Zacarias Moussaoui, never the sharpest tool in the shed and thought by his 
superiors to be unreliable, has told the judge at his trial in a filing that he 
wants 
"anthrax for Jew sympathizer only." 
    Sufaat, according to both KSM and Hambali, did not have the virulent US 
Army Ames strain that would be used. That would require someone who had access 
to the strain. But if experience is any guide, nothing would stand in the way 
of Dr. Ayman Zawahiri's decade-long quest to weaponize and use anthrax against 
US targets that was described by one confidante to an Egyptian newspaper 
reporter. The islamist had been released from Egyptian prison and had known 
Zawahiri well for many years.

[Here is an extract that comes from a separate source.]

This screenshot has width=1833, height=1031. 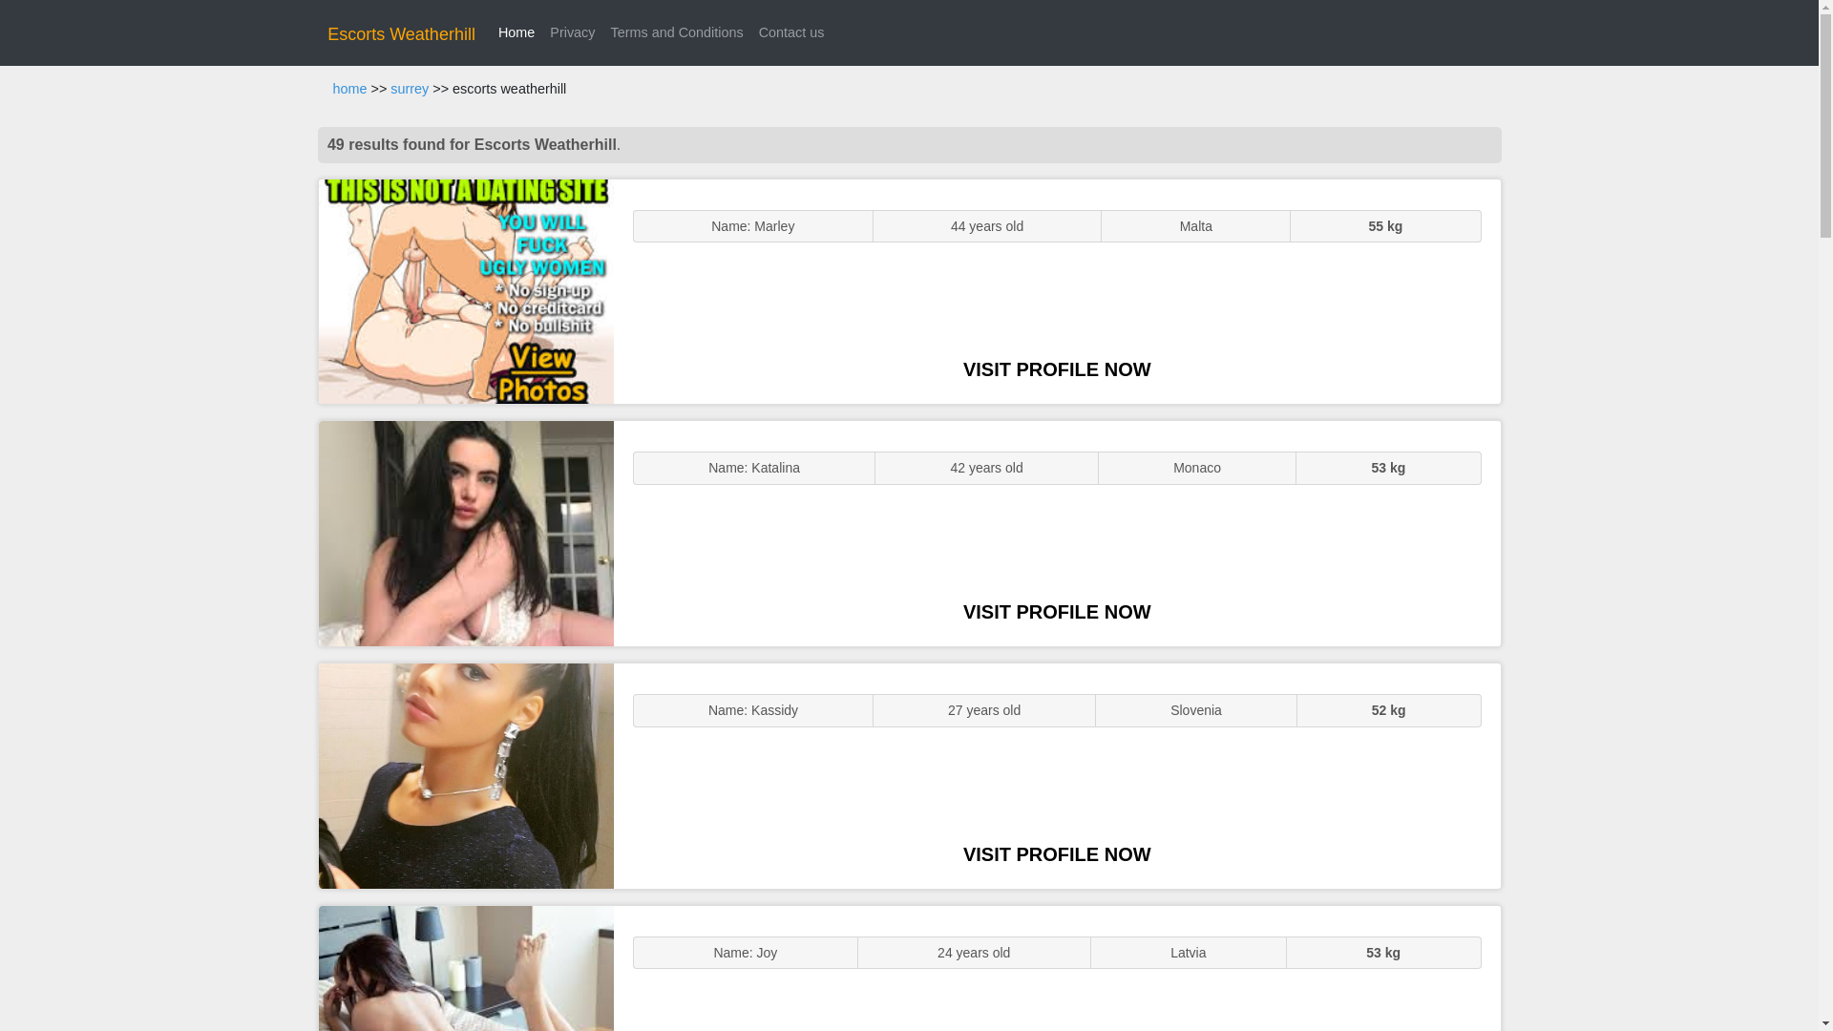 What do you see at coordinates (1057, 855) in the screenshot?
I see `VISIT PROFILE NOW` at bounding box center [1057, 855].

Zawahiri was the leader of a faction of the 
Egyptian 
Islamic Jihad known as the Vanguards of Conquest. He was seeking to recreate 
Mohammed's taking of mecca by a small band through violent attacks on Egyptian 
leaders -- by the mid-1990s, Zawahiri had determined that the group should 
focus on its struggle against the United States and hold off on further attacks 
against the Egyptian regime. A key question is how they acquired the anthrax 
strain first isolated by the Texas Veterinary Medical Diagnostic Lab in 1980. 
According to senior counterterrorism officials, both here and abroad, among the 
supporters of these militant islamists were people who blended into society and 
were available to act when another part of the network requested it.